Wednesday, July 1, 2026

SHUROUK HAMMOUD

 



 

Carnivorous Cities

 

These carnivorous cities are nothing like me

Their streets changed by the cruelty of the steps of strangers

Blind traffic lights with their eyes gouged out,

Their scents that lost their identity and the breath of their owners

Their naked bus songs that can't cover our souls

Their trees whose shades were forgotten in the memory of the departed

The rivers aged with silence and paralysis,

And their prisons that are open to embrace.

These carnivorous cities are nothing like me

The titles of its remains wave the shrouds of existence

Their thieves' teeth filled with night, with buried dreams of children,

Emptiness slaps on the faces of its hungry windows

The dirty rain with the roar of its warplanes

The clocks on their walls that distorts with rust the face of time

These carnivorous cities are nothing like me

But I am like all their poets: a green song waiting for the wind.

 

When

 

When the night turns into a song

And dawn turns into a tear of dew

When hearts turn into railways,

Love into a look devoid of words

like a grave that no one visits

When the sound turns into background music

And the clock turns into a nest of scorpions

And the clouds turn into a veil for the sun

When the word breaks on the scale music

To become an orphaned letter searching for a meaning's nipple

Darkness awakens faster than light

When screams scatter like pollen

When waiting sleeps on the stairs of time

And when the beginning and the end share the same garment

I check my mirror's memory.

 

SHUROUK HAMMOUD

 

SHUROUK HAMMOUD: a Syrian poetess and literary translator. Award winner of many local and international poetry awards. Her poetry has been translated into 18 languages and published in poetry anthologies and magazines around the world.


EXERCISE GOAL: Please work out how many lines in the data below contain "kind", and reply with that number alone.

MATERIALS PROVIDED:
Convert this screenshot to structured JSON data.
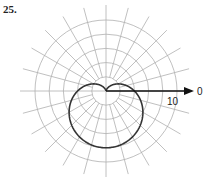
{
  "problem": {
    "number": "25."
  },
  "chart_data": {
    "type": "polar",
    "title": "",
    "curve": {
      "equation": "r = 4(1 - sin θ)",
      "shape": "cardioid",
      "max_r": 8,
      "cusp_at": "origin",
      "opens": "downward"
    },
    "polar_axis": {
      "label": "0",
      "direction": "right",
      "arrow": true
    },
    "radial_tick_label": "10",
    "grid": {
      "circles": [
        2,
        4,
        6,
        8,
        10
      ],
      "spoke_step_deg": 15,
      "r_max": 10
    },
    "colors": {
      "grid": "#b0b0b0",
      "curve": "#333333",
      "axis": "#111111"
    }
  }
}
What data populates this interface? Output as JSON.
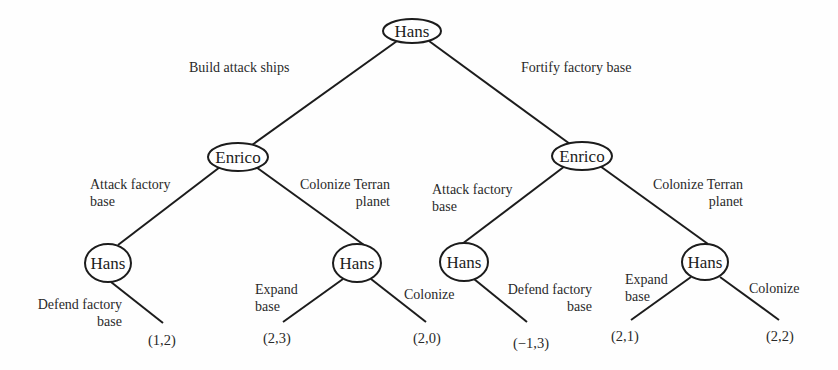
{
  "nodes": {
    "root": {
      "label": "Hans"
    },
    "enrico_left": {
      "label": "Enrico"
    },
    "enrico_right": {
      "label": "Enrico"
    },
    "hans_ll": {
      "label": "Hans"
    },
    "hans_lr": {
      "label": "Hans"
    },
    "hans_rl": {
      "label": "Hans"
    },
    "hans_rr": {
      "label": "Hans"
    }
  },
  "edges": {
    "build_attack_ships": {
      "label": "Build attack ships"
    },
    "fortify_factory_base": {
      "label": "Fortify factory base"
    },
    "left_attack_factory": {
      "line1": "Attack factory",
      "line2": "base"
    },
    "left_colonize_terran": {
      "line1": "Colonize  Terran",
      "line2": "planet"
    },
    "right_attack_factory": {
      "line1": "Attack factory",
      "line2": "base"
    },
    "right_colonize_terran": {
      "line1": "Colonize  Terran",
      "line2": "planet"
    },
    "ll_defend": {
      "line1": "Defend factory",
      "line2": "base"
    },
    "lr_expand": {
      "line1": "Expand",
      "line2": "base"
    },
    "lr_colonize": {
      "label": "Colonize"
    },
    "rl_defend": {
      "line1": "Defend factory",
      "line2": "base"
    },
    "rr_expand": {
      "line1": "Expand",
      "line2": "base"
    },
    "rr_colonize": {
      "label": "Colonize"
    }
  },
  "payoffs": {
    "ll_defend": "(1,2)",
    "lr_expand": "(2,3)",
    "lr_colonize": "(2,0)",
    "rl_defend": "(−1,3)",
    "rr_expand": "(2,1)",
    "rr_colonize": "(2,2)"
  }
}
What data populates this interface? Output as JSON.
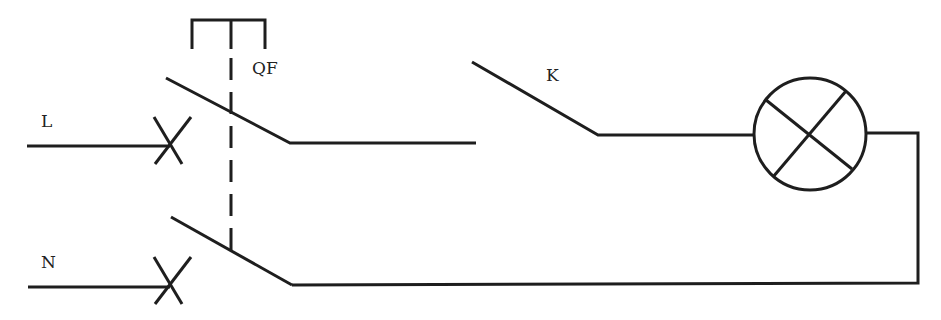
{
  "diagram": {
    "type": "electrical-circuit",
    "labels": {
      "line": "L",
      "neutral": "N",
      "breaker": "QF",
      "switch": "K"
    },
    "components": [
      {
        "id": "QF",
        "kind": "double-pole circuit breaker with mechanical linkage (dashed)"
      },
      {
        "id": "K",
        "kind": "single-pole switch (open)"
      },
      {
        "id": "lamp",
        "kind": "lamp (circle with X)"
      }
    ],
    "colors": {
      "line": "#1e1e1e",
      "background": "#ffffff"
    }
  }
}
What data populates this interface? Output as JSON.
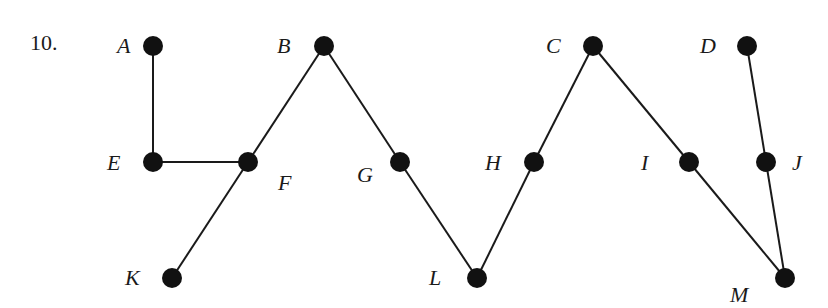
{
  "problem_number": "10.",
  "colors": {
    "node": "#111111",
    "edge": "#1a1a1a",
    "label": "#1a1a1a",
    "background": "#ffffff"
  },
  "graph": {
    "nodes": [
      {
        "id": "A",
        "label": "A",
        "x": 153,
        "y": 46,
        "lx": 117,
        "ly": 53
      },
      {
        "id": "B",
        "label": "B",
        "x": 324,
        "y": 46,
        "lx": 277,
        "ly": 53
      },
      {
        "id": "C",
        "label": "C",
        "x": 593,
        "y": 46,
        "lx": 546,
        "ly": 53
      },
      {
        "id": "D",
        "label": "D",
        "x": 747,
        "y": 46,
        "lx": 700,
        "ly": 53
      },
      {
        "id": "E",
        "label": "E",
        "x": 153,
        "y": 162,
        "lx": 107,
        "ly": 170
      },
      {
        "id": "F",
        "label": "F",
        "x": 248,
        "y": 162,
        "lx": 278,
        "ly": 190
      },
      {
        "id": "G",
        "label": "G",
        "x": 400,
        "y": 162,
        "lx": 357,
        "ly": 182
      },
      {
        "id": "H",
        "label": "H",
        "x": 534,
        "y": 162,
        "lx": 485,
        "ly": 170
      },
      {
        "id": "I",
        "label": "I",
        "x": 689,
        "y": 162,
        "lx": 641,
        "ly": 170
      },
      {
        "id": "J",
        "label": "J",
        "x": 766,
        "y": 162,
        "lx": 792,
        "ly": 170
      },
      {
        "id": "K",
        "label": "K",
        "x": 172,
        "y": 278,
        "lx": 125,
        "ly": 285
      },
      {
        "id": "L",
        "label": "L",
        "x": 477,
        "y": 278,
        "lx": 429,
        "ly": 285
      },
      {
        "id": "M",
        "label": "M",
        "x": 785,
        "y": 278,
        "lx": 730,
        "ly": 302
      }
    ],
    "edges": [
      [
        "A",
        "E"
      ],
      [
        "E",
        "F"
      ],
      [
        "F",
        "B"
      ],
      [
        "F",
        "K"
      ],
      [
        "B",
        "G"
      ],
      [
        "G",
        "L"
      ],
      [
        "L",
        "H"
      ],
      [
        "H",
        "C"
      ],
      [
        "C",
        "I"
      ],
      [
        "I",
        "M"
      ],
      [
        "D",
        "J"
      ],
      [
        "J",
        "M"
      ]
    ]
  }
}
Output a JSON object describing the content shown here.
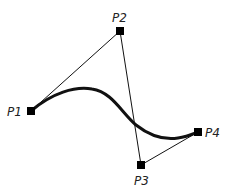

REPLY TO THE EXERCISE: 3